“I have something.” He said it so casually. “I have something.”
We were two black, bulldozer dads watching our sons’ soccer practices in a leafy New York suburb on a late summer weekday, his on an under-12 team, mine on an under-13. The conversation had come around to why our boys were playing soccer and not more traditional sports popular in black communities, such as basketball and football.
“When I was a kid there was no soccer in my high school, so I went out for football,” he recounted. “I don’t think my parents ever came to see me play. But my mother does tell the story of how I came home in tears after my first practice. A guy had hit me so hard. I had the wrong-sized helmet. So I got a one that fit better and went back.”
There was no hint of regret for having played the game. He went on to play Division I football in college, playing less than two seasons after a leg injury ended his career. (The quarterback he lined up behind, however, went on to NFL fame and riches.)
But one reason he won’t let his two sons go out for football is the epidemic of chronic traumatic encephalopathy (CTE) — the degenerative brain disease stemming from repeated blows to the head — plaguing the sport. I nodded in agreement.

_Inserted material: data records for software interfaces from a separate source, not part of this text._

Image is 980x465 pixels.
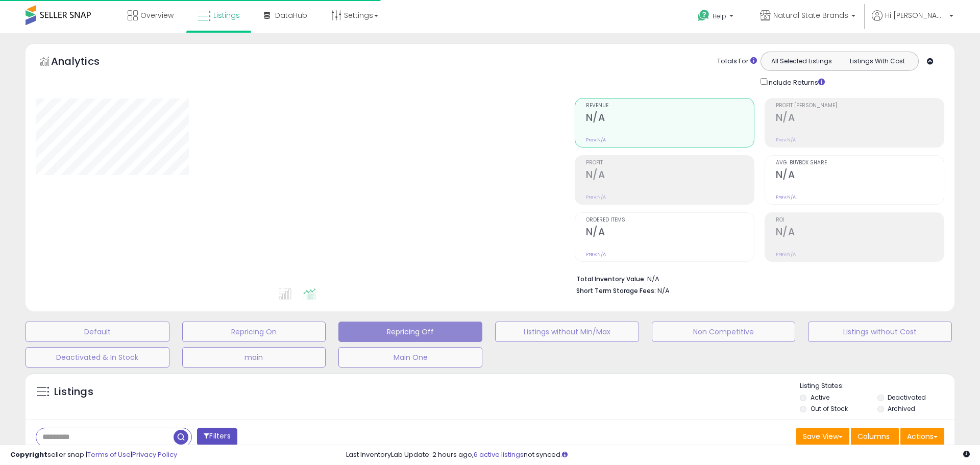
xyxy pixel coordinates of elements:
[338,347,483,368] button: Main One
[753,76,837,88] div: Include Returns
[658,286,670,296] span: N/A
[26,322,170,342] button: Default
[586,103,754,109] span: Revenue
[717,57,757,67] div: Totals For
[839,55,915,68] button: Listings With Cost
[776,112,944,126] h2: N/A
[652,322,796,342] button: Non Competitive
[773,10,849,21] span: Natural State Brands
[776,251,796,258] small: Prev: N/A
[586,112,754,126] h2: N/A
[10,450,48,460] strong: Copyright
[586,194,606,200] small: Prev: N/A
[776,194,796,200] small: Prev: N/A
[275,10,307,21] span: DataHub
[26,347,170,368] button: Deactivated & In Stock
[776,137,796,143] small: Prev: N/A
[576,287,656,295] b: Short Term Storage Fees:
[141,10,174,21] span: Overview
[698,9,710,22] i: Get Help
[712,12,727,21] span: Help
[886,10,947,21] span: Hi [PERSON_NAME]
[776,218,944,223] span: ROI
[576,275,646,283] b: Total Inventory Value:
[586,218,754,223] span: Ordered Items
[51,54,119,71] h5: Analytics
[872,10,954,33] a: Hi [PERSON_NAME]
[338,322,483,342] button: Repricing Off
[764,55,840,68] button: All Selected Listings
[808,322,952,342] button: Listings without Cost
[776,169,944,183] h2: N/A
[576,272,937,285] li: N/A
[586,226,754,240] h2: N/A
[690,1,744,33] a: Help
[214,10,240,21] span: Listings
[10,451,177,460] div: seller snap | |
[776,103,944,109] span: Profit [PERSON_NAME]
[586,160,754,166] span: Profit
[182,322,326,342] button: Repricing On
[495,322,639,342] button: Listings without Min/Max
[586,251,606,258] small: Prev: N/A
[586,137,606,143] small: Prev: N/A
[776,226,944,240] h2: N/A
[586,169,754,183] h2: N/A
[776,160,944,166] span: Avg. Buybox Share
[182,347,326,368] button: main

Then he pointed to his head and said: “I have something. I get these terrible headaches, migraines, and I know it goes back to my football days.”
Yes, it’s anecdotal, and, yes, there are lots of causes of severe headaches. And there is still no definitive way to diagnose CTE except post-mortem. The disease itself entered the mainstream lexicon with the 2015 film, “Concussion,” starring Will Smith. In recent years, scores of former college players, following in the footsteps of their NFL brethren, have started coming forward to say that they believe there is a direct link between their time on the gridiron and what ails them. A 2017 study in the Journal of the American Medical Association found CTE in 99 percent of brains obtained from deceased NFL players. College players came in at 91 percent, and high school players 21 percent.
Chris Nowinski, co-founder and CEO of the Concussion Legacy Foundation, said there is no “intelligent argument” for football not being a direct link to CTE. “The Mayo Clinic just did a random review of their brain bank, and of the 15 college football players that they found, 10 of them have CTE.”
In this, the 150th year of the college game, players are no longer suffering in silence. Tsunamis of concussion lawsuits – over 350 and counting, each representing groups of players from specific schools – are being filed against the National Collegiate Athletic Association. You probably have never heard of any of these players, unless you are a die-hard booster of your alma mater’s football team, because none of them ever got to the NFL.
“There is no union as there is in the NFL,” Nowinski said. “The players are not famous, there is a larger pool and there is no long-term care. In the NFL there is an incentive to come forward; there is medical care, services or a lawsuit to join.”
While the NFL, which is celebrating its 100th season, has its own problems beyond CTE, you can bet it’s monitoring the legal situation closely since the NCAA is essentially its farm system. Data from the National Federation of State High School Associations shows participation at the high school level is down 6.1 percent over the past decade. High-profile players are quitting left and right – see the Indianapolis Colts Andrew Luck and the New England Patriots Rob Gronkowski – though neither attributed their leaving the game to CTE or any kind of brain trauma
The NCAA and individual colleges, for their part, are fighting the lawsuits, claiming they are not legally responsible for anything that may linger or crop up after student-athletes’ playing days. But the risk of permanent injury is ever present, and the NCAA may be afraid that if these lawsuits are successful, it may open the floodgates to its biggest nightmare: actually paying college athletes in the revenue-producing sports.
“CTE provides a great reason to start paying college student athletes,” Nowinski said. “In the NFL, they have eliminated hitting in practice. In college the majority of concussions are still happening in practice, where the college coaches have no incentive to not beat up the kids all week. People get beat up worse on the scout team.”
As the soccer practice wound down, my fellow parent waxed about the two-a-day practices he had to endure in his playing days. He went on to graduate and attend law school. But now, there was no declaration of animosity toward his school for what may be affecting him. He still watches games, though not with the blind allegiance of fanatical “Roll Tide” or “Go Big Blue” supporters. He knows that on every football field on every Saturday in the fall, there are young men like him who either have or one day will have “something.”